UVA Library Opens Window on Lost Love

Handwritten note in a book in the UVA library

Although they’re always quiet, the stacks of the University of Virginia’s Alderman Library echo with the whispers of love and lives gone by. They emanate from the pages of thousands of books, where long-dead readers scribbled tiny remembrances and musings in the margins.

A UVA-led project, Book Traces, is cataloging these and other small windows into the past with the goal of creating a massive distributed archive on the history of reading. The project began in Alderman, but has spread to stacks all across the world as a crowd-sourced project to scan and catalog unique marginalia.

It works specifically with pre-copyright books published before 1923, so most of the collection is from the 19th century and includes the writings of book owners during that time period.

Items found inside Alderman’s 19th-century collections vary from lovesick poetry written by the owners, to simple musings on everyday life, to tiny drawing and even cutouts preserved between the pages. UVA English professor Andrew Stauffer, who heads the Book Traces project, said that while it’s rare to find extremely personal notes in the margins, there are some cases where the margins became a diary-like space for their past owners.

“Overall, about 12 percent of Alderman Library books have some kind of writing in them by their original owners. But only a small percentage of those contain emotionally revealing, personal notations,” he said. “Books are semi-private spaces in which to write: they may be picked up, read, loaned or inherited by others, and so people tend toward reticence. But it is clear that readers in previous centuries sometimes reacted to their books by inscribing parts of their lives, including their romantic feelings, within them.”

In light of Valentine’s Day, Stauffer shared examples of some of the love-struck scribblers he and his team have uncovered.

“My favorite has to be the copy of Longfellow’s poetry owned by Jane Chapman Slaughter,” he said. “She uses the book to record her memories of reading aloud with her beloved in the summer of 1900, marking passages with comments like ‘You read this and I said, ‘It just suits your voice,’’ and ‘You read this to me the day you said goodbye.’”

Slaughter was one of the first women to earn her Ph.D. from the University, graduating with a doctorate in Romance languages in 1935 at age 75. Her collected papers and books were later left to the University. The notes in her copy of Henry Wadsworth Longfellow’s “Poems and Ballads” offer a vision into her early life and the longing she felt for a lost love from those days.

 

 

Further reading uncovers that her beloved was one John H. Adamson, whose name is inscribed in the book as its original owner. Her notes suggest that Adamson left for Liberia to do mission work in 1900 and never returned to her.

“Sometime later in her life, after she has lost him for good, she annotates her own notes with regretful comments: ‘Our last walk together in this world’;  ‘Once, friend of mine, now mine now more!’ and ‘He never came back,’” Stauffer said. “You can see both layers of the relationship on the pages of the book, among the poems.”

The outcome of the lovers communicating across the pages of a copy of James Whitcomb Riley’s “An Old Sweetheart of Mine” is unknown, but their marginalia contains more playful, hopeful gestures of courtship than Slaughter’s sad reflections.

“The narrator [in ‘An Old Sweetheart of Mine’] presents a series of nostalgic memories of a childhood girlfriend, indulged in an upstairs study among ‘old bookshelves’ while his wife and children are out of the way,” Stauffer said. “But the poem ends with an uxorial twist: it turns out that the apparently neglected wife downstairs is the ‘old sweetheart,’ who shows up at the end in her own ‘living presence,’ as domestic bliss subsumes the ‘truant fancies’ of erotic memory.”

UVA’s copy of the book is coyly inscribed, “This is my message for you. Can you decipher it? December 1903.”

Handwritten note in a book in the UVA library

Other notes, like those written in the University’s copy of the narrative poem, “Lucile,” by Owen Meredith, show how readers often turned to authors to help them find the right words and convey them to those they loved.

“Our copy of ‘Lucile’ was given to a woman named Jenny Tayloe in the summer of 1869. Whoever gave it to her used the book and the poem as an attempt to woo her back to him, underlining passages and marking them with dates in their relationship earlier that year, trying to get her to see the poem as about the two of them,” Stauffer said.

All these glimpses of love underscore the importance of the Book Traces project, showing how the written word was integrated into 19th-century life and shaped even the most personal of communications.

“Books are social objects: they pass from hand to hand, often as gifts or shared objects, and so they become good places to communicate feelings in connection with their contents,” Stauffer said.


Goal of the exercise: Each record below gets repeated exactly, and pictures stay out of the copy.
[Records for the task Boundary: Start]
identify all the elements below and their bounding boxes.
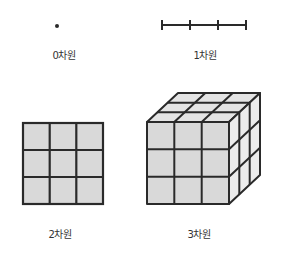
label-3d: 3차원 xyxy=(169,226,229,241)
label-0d: 0차원 xyxy=(34,47,94,62)
label-2d: 2차원 xyxy=(30,226,90,241)
line-1d xyxy=(162,20,246,30)
square-2d xyxy=(23,123,103,204)
label-1d: 1차원 xyxy=(175,47,235,62)
point-0d xyxy=(55,24,59,28)
cube-3d xyxy=(147,93,260,204)
dimensions-diagram xyxy=(0,0,282,255)
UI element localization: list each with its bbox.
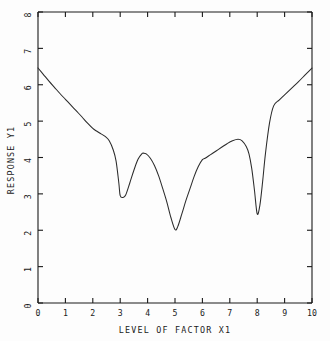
y-tick-label-0: 0 [23, 303, 33, 308]
response-curve-plot: 012345678910012345678 LEVEL OF FACTOR X1… [0, 0, 330, 341]
x-tick-label-3: 3 [118, 308, 123, 318]
chart-figure: 012345678910012345678 LEVEL OF FACTOR X1… [0, 0, 330, 341]
y-tick-label-1: 1 [23, 267, 33, 272]
y-tick-label-6: 6 [23, 85, 33, 90]
y-tick-label-4: 4 [23, 158, 33, 163]
x-tick-label-6: 6 [200, 308, 205, 318]
x-tick-label-8: 8 [255, 308, 260, 318]
x-tick-label-10: 10 [307, 308, 317, 318]
y-tick-label-7: 7 [23, 49, 33, 54]
x-axis-title: LEVEL OF FACTOR X1 [119, 325, 231, 335]
x-tick-label-5: 5 [173, 308, 178, 318]
x-tick-label-4: 4 [145, 308, 150, 318]
x-tick-label-2: 2 [90, 308, 95, 318]
x-tick-label-9: 9 [282, 308, 287, 318]
tick-labels: 012345678910012345678 [23, 12, 317, 318]
x-tick-label-1: 1 [63, 308, 68, 318]
plot-frame [38, 12, 312, 303]
y-tick-label-2: 2 [23, 231, 33, 236]
data-curve [38, 68, 312, 230]
x-tick-label-7: 7 [227, 308, 232, 318]
y-tick-label-3: 3 [23, 194, 33, 199]
y-tick-label-8: 8 [23, 12, 33, 17]
tick-marks [38, 12, 312, 303]
y-axis-title: RESPONSE Y1 [6, 126, 16, 195]
y-tick-label-5: 5 [23, 122, 33, 127]
x-tick-label-0: 0 [36, 308, 41, 318]
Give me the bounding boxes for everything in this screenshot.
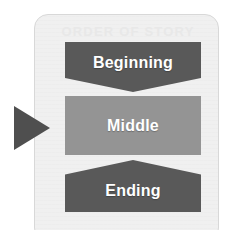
faded-bottom-text	[48, 216, 208, 228]
story-stage-list: Beginning Middle Ending	[65, 42, 201, 212]
stage-label-beginning: Beginning	[93, 54, 173, 72]
stage-label-middle: Middle	[107, 117, 159, 135]
stage-label-ending: Ending	[105, 182, 160, 200]
faded-heading-text: ORDER OF STORY	[40, 24, 216, 40]
right-triangle-pointer-icon	[14, 106, 50, 150]
stage-banner-ending[interactable]: Ending	[65, 160, 201, 212]
diagram-canvas: ORDER OF STORY Beginning Middle Ending	[0, 0, 229, 230]
stage-banner-beginning[interactable]: Beginning	[65, 42, 201, 92]
stage-banner-middle[interactable]: Middle	[65, 96, 201, 155]
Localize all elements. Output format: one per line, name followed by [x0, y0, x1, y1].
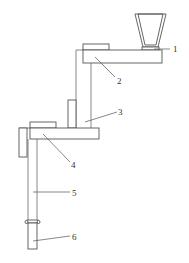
callout-5: 5: [72, 188, 77, 198]
column-side-block: [68, 100, 76, 128]
upper-rod-assembly: [28, 139, 37, 220]
mechanical-diagram: 1 2 3 4 5 6: [0, 0, 189, 263]
lower-arm-top-block: [30, 122, 56, 128]
coupling-pin-left: [25, 221, 28, 224]
leader-6: [33, 236, 70, 241]
side-plate: [19, 128, 27, 157]
callout-labels: 1 2 3 4 5 6: [71, 44, 178, 242]
lower-arm: [30, 128, 99, 139]
lower-rod: [28, 223, 37, 249]
leader-3: [85, 112, 117, 122]
callout-3: 3: [118, 107, 123, 117]
callout-1: 1: [173, 44, 178, 54]
hopper: [135, 14, 166, 50]
coupling-pin-right: [37, 221, 40, 224]
lower-arm-assembly: [19, 122, 99, 157]
upper-arm-top-block: [83, 44, 109, 50]
callout-6: 6: [72, 232, 77, 242]
callout-2: 2: [117, 76, 122, 86]
leader-lines: [33, 49, 170, 241]
hopper-outlet: [142, 47, 159, 50]
hopper-outer: [135, 14, 166, 47]
callout-4: 4: [71, 160, 76, 170]
upper-arm: [83, 50, 162, 63]
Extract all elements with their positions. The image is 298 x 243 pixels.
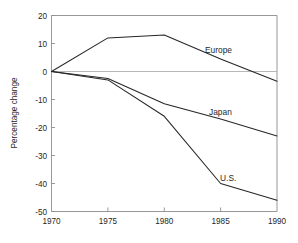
[Records for the task Boundary: End]
Final answer:
identify all the elements below and their bounding boxes.
label-3d: 3차원 xyxy=(169,226,229,241)
label-0d: 0차원 xyxy=(34,47,94,62)
label-2d: 2차원 xyxy=(30,226,90,241)
line-1d xyxy=(162,20,246,30)
square-2d xyxy=(23,123,103,204)
label-1d: 1차원 xyxy=(175,47,235,62)
point-0d xyxy=(55,24,59,28)
cube-3d xyxy=(147,93,260,204)
dimensions-diagram xyxy=(0,0,282,255)
UI element localization: list each with its bbox.
y-tick-label-0: 0 [23, 303, 33, 308]
response-curve-plot: 012345678910012345678 LEVEL OF FACTOR X1… [0, 0, 330, 341]
x-tick-label-3: 3 [118, 308, 123, 318]
chart-figure: 012345678910012345678 LEVEL OF FACTOR X1… [0, 0, 330, 341]
y-tick-label-1: 1 [23, 267, 33, 272]
y-tick-label-6: 6 [23, 85, 33, 90]
y-tick-label-4: 4 [23, 158, 33, 163]
x-tick-label-6: 6 [200, 308, 205, 318]
x-tick-label-8: 8 [255, 308, 260, 318]
x-tick-label-10: 10 [307, 308, 317, 318]
y-tick-label-7: 7 [23, 49, 33, 54]
x-axis-title: LEVEL OF FACTOR X1 [119, 325, 231, 335]
x-tick-label-5: 5 [173, 308, 178, 318]
x-tick-label-4: 4 [145, 308, 150, 318]
x-tick-label-2: 2 [90, 308, 95, 318]
x-tick-label-9: 9 [282, 308, 287, 318]
tick-labels: 012345678910012345678 [23, 12, 317, 318]
x-tick-label-1: 1 [63, 308, 68, 318]
plot-frame [38, 12, 312, 303]
y-tick-label-2: 2 [23, 231, 33, 236]
data-curve [38, 68, 312, 230]
x-tick-label-7: 7 [227, 308, 232, 318]
y-tick-label-3: 3 [23, 194, 33, 199]
y-tick-label-8: 8 [23, 12, 33, 17]
tick-marks [38, 12, 312, 303]
y-axis-title: RESPONSE Y1 [6, 126, 16, 195]
y-tick-label-5: 5 [23, 122, 33, 127]
x-tick-label-0: 0 [36, 308, 41, 318]
Give me the bounding boxes for everything in this screenshot.
faded-bottom-text	[48, 216, 208, 228]
story-stage-list: Beginning Middle Ending	[65, 42, 201, 212]
stage-label-beginning: Beginning	[93, 54, 173, 72]
stage-label-middle: Middle	[107, 117, 159, 135]
stage-label-ending: Ending	[105, 182, 160, 200]
faded-heading-text: ORDER OF STORY	[40, 24, 216, 40]
right-triangle-pointer-icon	[14, 106, 50, 150]
stage-banner-ending[interactable]: Ending	[65, 160, 201, 212]
diagram-canvas: ORDER OF STORY Beginning Middle Ending	[0, 0, 229, 230]
stage-banner-beginning[interactable]: Beginning	[65, 42, 201, 92]
stage-banner-middle[interactable]: Middle	[65, 96, 201, 155]
Localize all elements. Output format: one per line, name followed by [x0, y0, x1, y1].
callout-5: 5: [72, 188, 77, 198]
column-side-block: [68, 100, 76, 128]
upper-rod-assembly: [28, 139, 37, 220]
mechanical-diagram: 1 2 3 4 5 6: [0, 0, 189, 263]
lower-arm-top-block: [30, 122, 56, 128]
coupling-pin-left: [25, 221, 28, 224]
leader-6: [33, 236, 70, 241]
side-plate: [19, 128, 27, 157]
callout-labels: 1 2 3 4 5 6: [71, 44, 178, 242]
lower-arm: [30, 128, 99, 139]
lower-rod: [28, 223, 37, 249]
leader-3: [85, 112, 117, 122]
callout-3: 3: [118, 107, 123, 117]
callout-1: 1: [173, 44, 178, 54]
hopper: [135, 14, 166, 50]
coupling-pin-right: [37, 221, 40, 224]
lower-arm-assembly: [19, 122, 99, 157]
upper-arm-top-block: [83, 44, 109, 50]
callout-6: 6: [72, 232, 77, 242]
callout-2: 2: [117, 76, 122, 86]
leader-lines: [33, 49, 170, 241]
hopper-outlet: [142, 47, 159, 50]
hopper-outer: [135, 14, 166, 47]
callout-4: 4: [71, 160, 76, 170]
upper-arm: [83, 50, 162, 63]
Extract all elements with their positions. The image is 298 x 243 pixels.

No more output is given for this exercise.